The main point of the parable of the weeds that I mentioned earlier is this: “Who knows where God may be at work?”

And the best way to answer that question may be this: “God is at work when people act like Jesus.”

And we act like Jesus when we are bringing “good news to the poor,” proclaiming “release to the captives and recovery of sight to the blind,” and are helping to “let the oppressed go free”.


We are to be the hands and feet of Jesus in a lost and dying world.

Jesus invested in people—so should we!!!

In Ezekiel, it says, “I will seek the lost, and I will bring back the strayed, and I will bind up the injured, and I will strengthen the weak.” How do we do this? I believe we do this when we...

Act justly.
Love with mercy.
Walk humbly.

These are actions.

Do these actions define you and I—do they define the Church of the Saviour?

And you and I—we are the Church of the Saviour—whether we are in here worshiping, studying the Bible, or out in the world working with others one on one at work, at school, in the community, at our neighbor’s house, in our own home.

Our faith and our actions cannot become two separate expressions of our commitment to God.

We can’t have one without the other.

We’ve all heard stories of leaders in the church who seem upstanding on Sundays but go home and are anything but upstanding.

Or what about those who praise God in church only to cheat customers and abuse employees in the workplace?

In this morning’s parable of the Sheep and Goats there are consequences for not caring for those at the margins.

What we do about Jesus has everything to do with how we treat those in need.

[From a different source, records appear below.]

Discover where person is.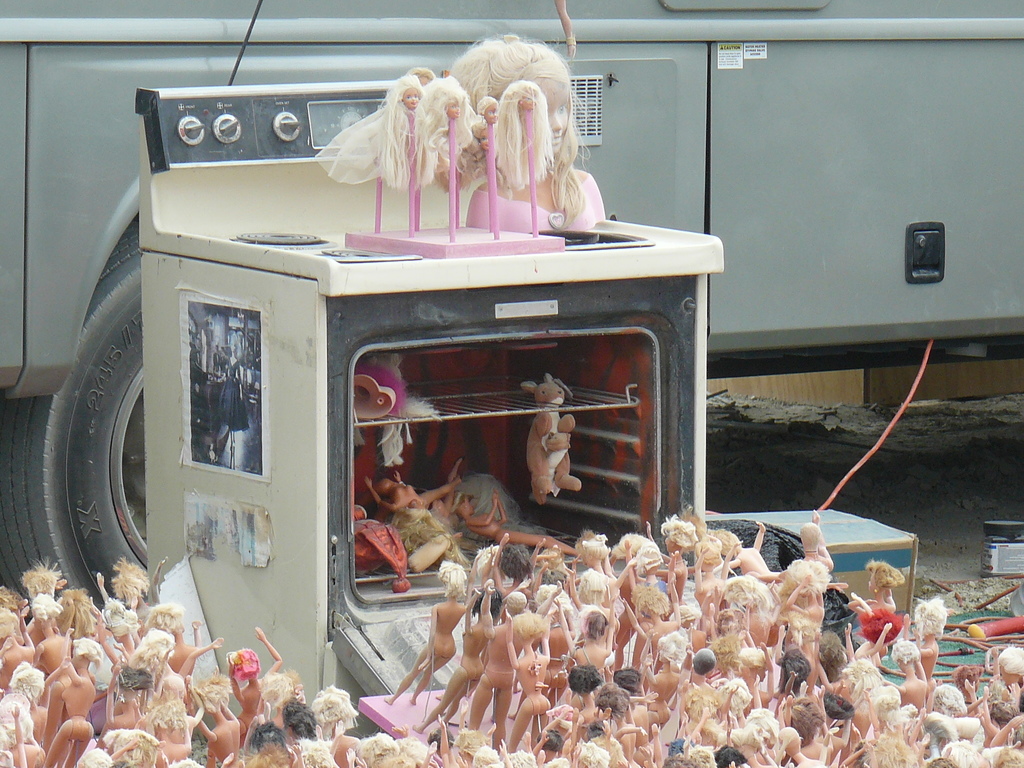
Discovered at left=478, top=92, right=498, bottom=122.
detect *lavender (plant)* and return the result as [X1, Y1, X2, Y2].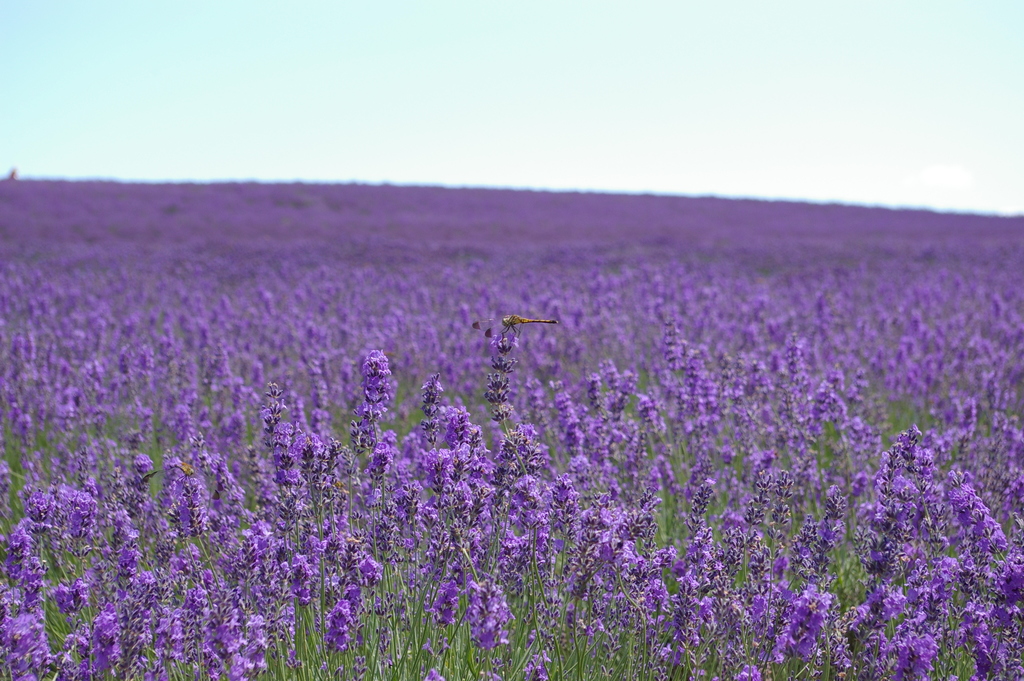
[751, 364, 774, 427].
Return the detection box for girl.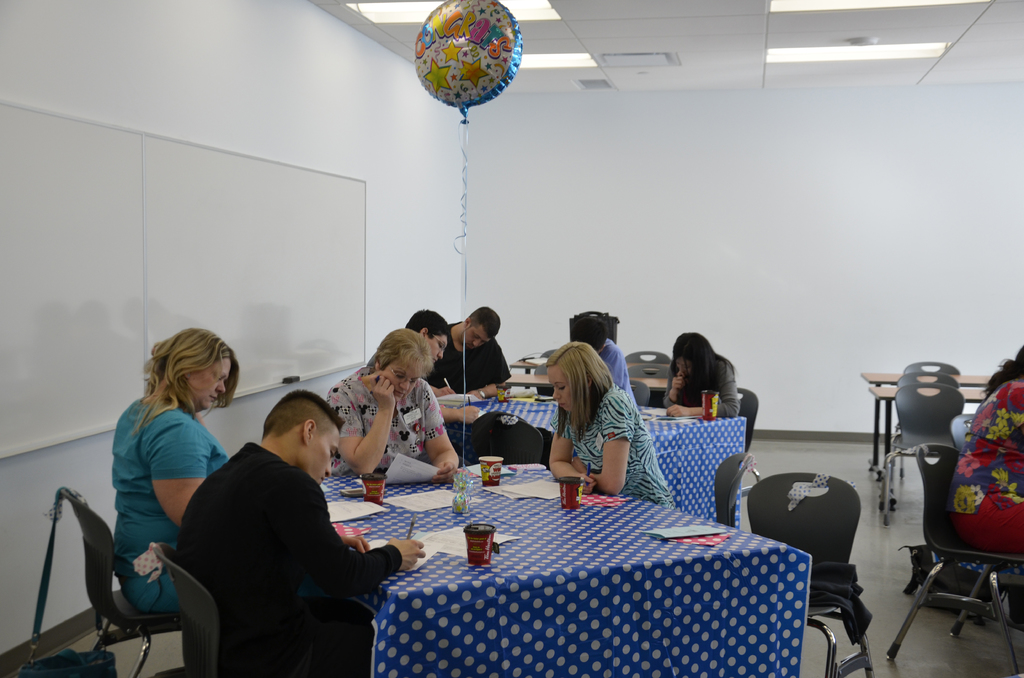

Did you give a cup of cold water, a hot meal, clothing, a place to stay, a bit of your time to sit and listen to those who couldn’t possibly return the favor?

The answer to the question of: “What do we do about Jesus” begins with the person sitting next to you, behind you or in front of you…
…it begins with the people who live next door to us or down the street.

It begins with those who live in our own home, and it expands outward.

“Master, what are you talking about?
When did we see you hungry and feed you, thirsty and give you a drink?
And when did we ever see you sick or in prison and come to you?
Then the King will say, ‘I’m telling you the solemn truth: Whenever you did one of these things to someone overlooked or ignored, that was me—you did it to me.’”

May it be so!

Amen.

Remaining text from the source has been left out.